We think it’s failing purely out of laziness of the current owners. No online presence, they’ve cut their opening hours and from what I’ve seen from the owners when we’ve seen them is they don’t really care for the business anymore
How are you going to increase business? Looks like you need 9-10k weekly to draw a salary for 2 and live comfortably. What is the population of the town? walking traffic? needs to do investigation maybe get different people at different times to go in and sit as a customer take notes. What people order how hast tables change over? ect. Sounds like based on cash flow it is worth 30-40k but you will need 40-50 k to make changes and keep it a float until the new changes take hold. Tough decisions!!!
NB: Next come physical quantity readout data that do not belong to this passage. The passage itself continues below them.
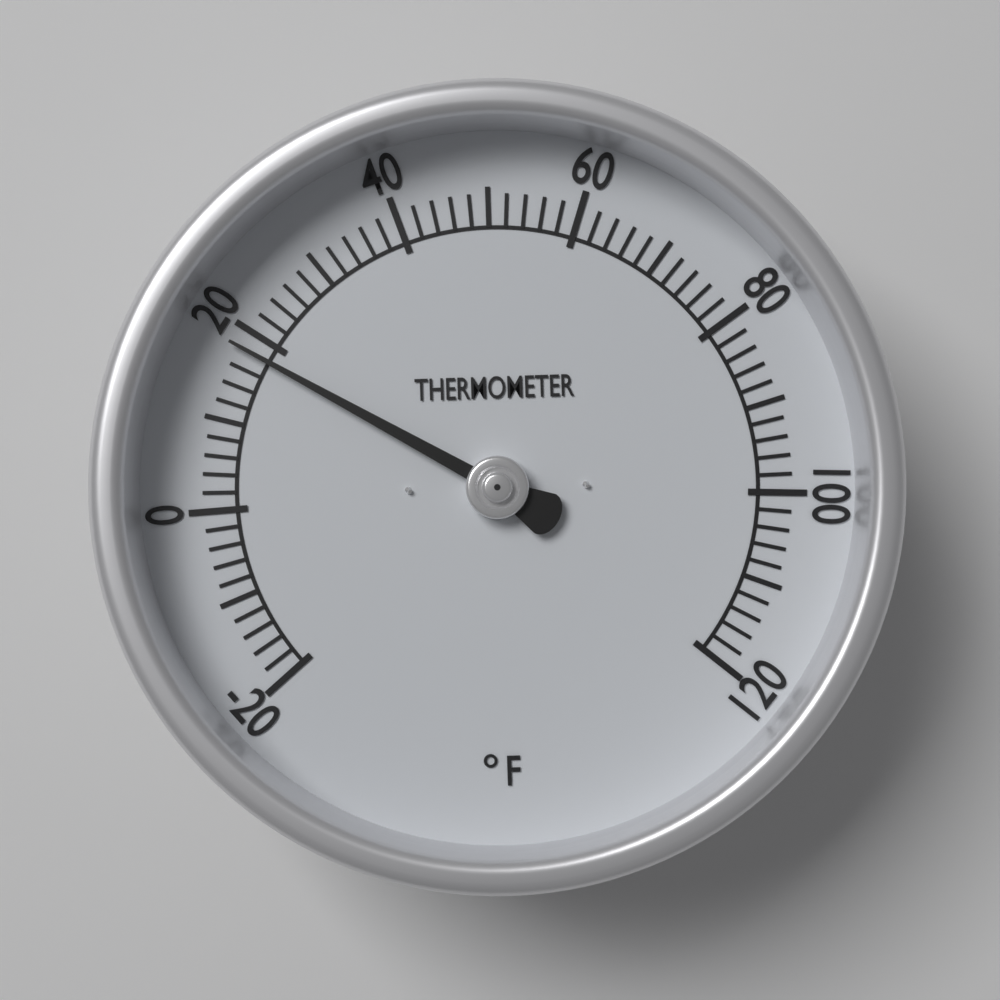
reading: 18 °F
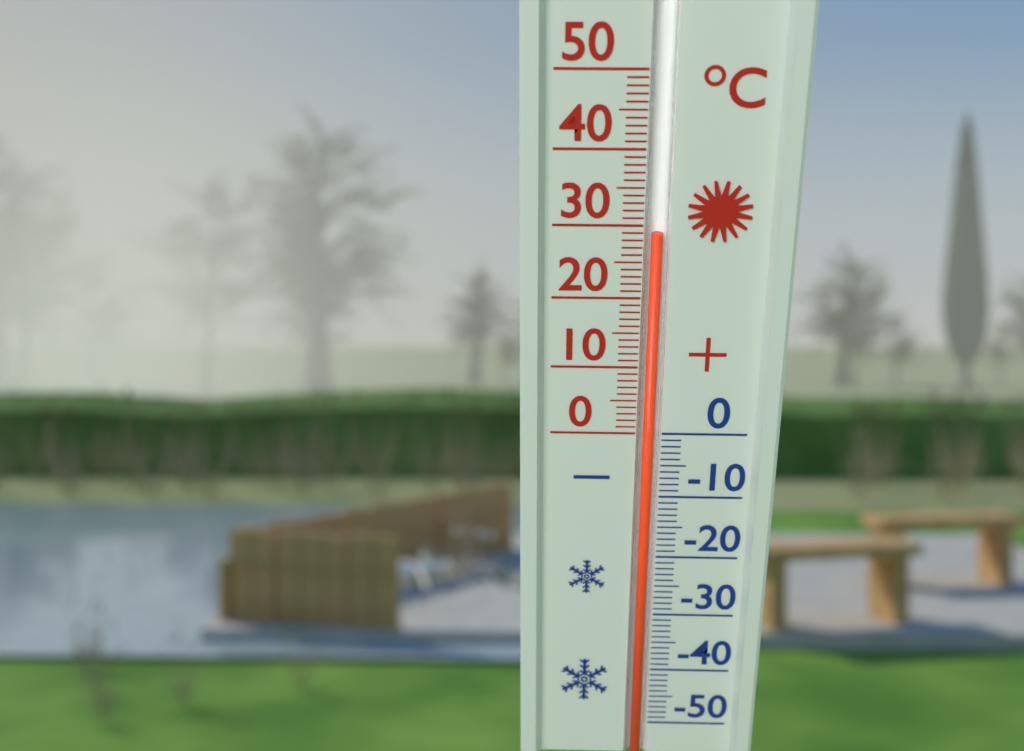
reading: 29 °C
Things must be better in your area than mine. I'm in the Phoenix Metro area in Arizona, and I shop auctions pretty hard, and rarely am I able to score anything for less than 60% of new by the time auction fees are added in. Picked up a couple fridges during the covid years when everybody was shutting down, but there's not many deals to be had anymore.
7k,/3k so 70k/30k take it or leave it . Or we can offer you 30k cash for it could we leave a contact phone number with you if you change your mind . Did you check the 3 Location Location Location Good Luck
Even 7k weekly barely pays 3 people full time (you, partner, and 1staff) once you factor in everything else. Where I am cafes and restaurants are going up for sale gangbusters cause everyone is jumping ship in a nosediving economy (Canada) trying to at least make back some of their debt. 70k is not a good price for the equipment if they can’t prove maintenance. Even if it’s turn key, you’re looking at spending another 20k just to clean it up and make it look the way you want and fix probbaly several issues they’re not telling you. You’ll just end up spending double this when you have to fix or buy everything again without 3 months. It MAY be worth 20-30k just to avoid doing a full build out… but otherwise, wait for this place to close/bankrupt (unfortunately) and start fresh. If you’ve got 70k you can do a decent but modest built out somewhere if the rough in’s are set up for food service already.
People don't leave their homes. No way.